Open Access. Powered by Scholars. Published by Universities.®
Articles 1 - 2 of 2
Full-Text Articles in Law
Can The States Increase Religious Freedom If They Try? Judicial And Legislative Effects On Religious Actor Success In The State Courts, David Claborn
Can The States Increase Religious Freedom If They Try? Judicial And Legislative Effects On Religious Actor Success In The State Courts, David Claborn
Faculty Scholarship – Political Science
In the shadow of a 15 year federal battle between the Courts and Congress over how much protection is afforded religious behavior, more than half of the states have declared the highest level of protection either through a Religious Freedom Restoration Act (RFRA), or through a court decision. This study finds the results of the states‘ attempts by calculating how often actors seeking protection for a religious act win the judge‘s vote. The study‘s date range is the eight years following the last volley in the federal battle City of Boerne v. Flores: 1998-2005. The unit of analysis is each …

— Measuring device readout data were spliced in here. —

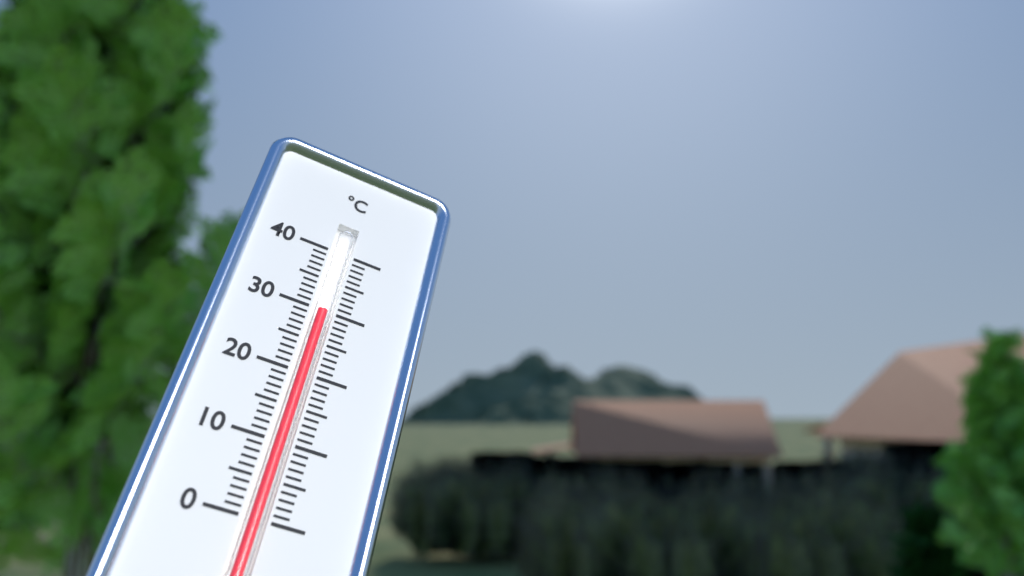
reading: 30 °C
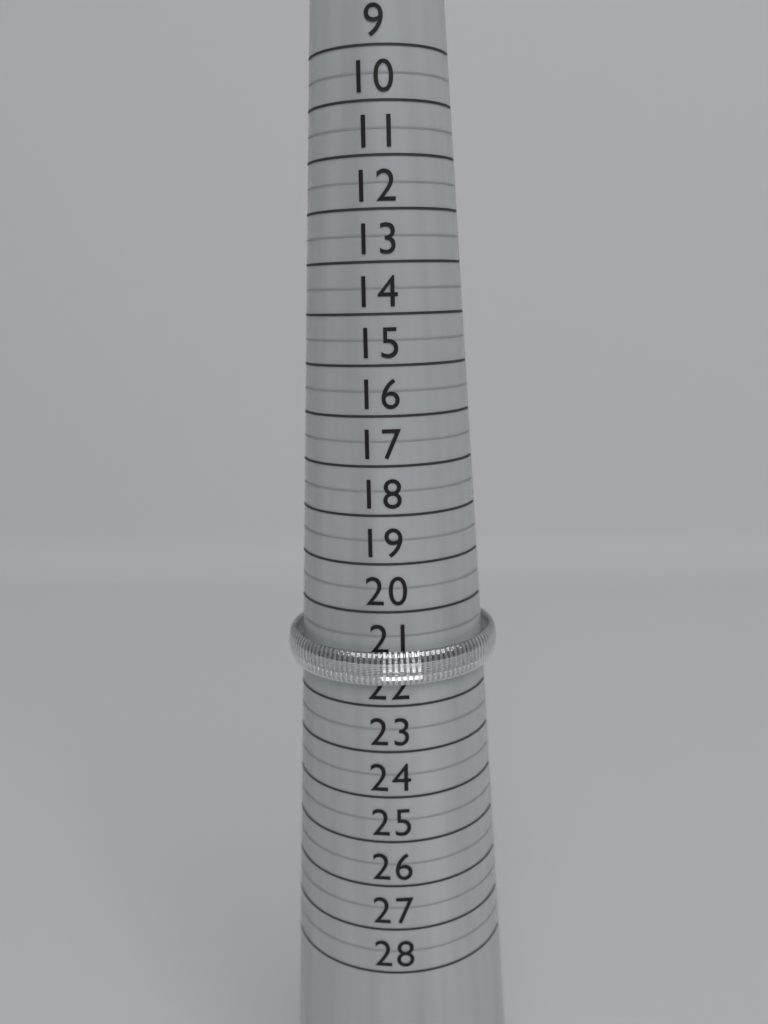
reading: 21.5 (no unit)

Judicial Enforcement Of The Establishment Clause, Richard W. Garnett
Judicial Enforcement Of The Establishment Clause, Richard W. Garnett
Journal Articles
This paper is the author’s contribution to a roundtable conference, held in October of 2008 at Notre Dame Law School, devoted to Prof. Kent Greenawalt’s book, Religion and the Constitution: Establishment and Fairness. It is suggested that Greenawalt’s admirably context-sensitive approach to church-and-state questions might lead us to think that the best course for judges is to find (somehow) some bright-line, on-off “rules” and “tests”, constructed to identify and forbid the most obvious violations of the Religion Clause’s core (whatever that is), and to give up on -- or, perhaps, “underenforce” -- the rest.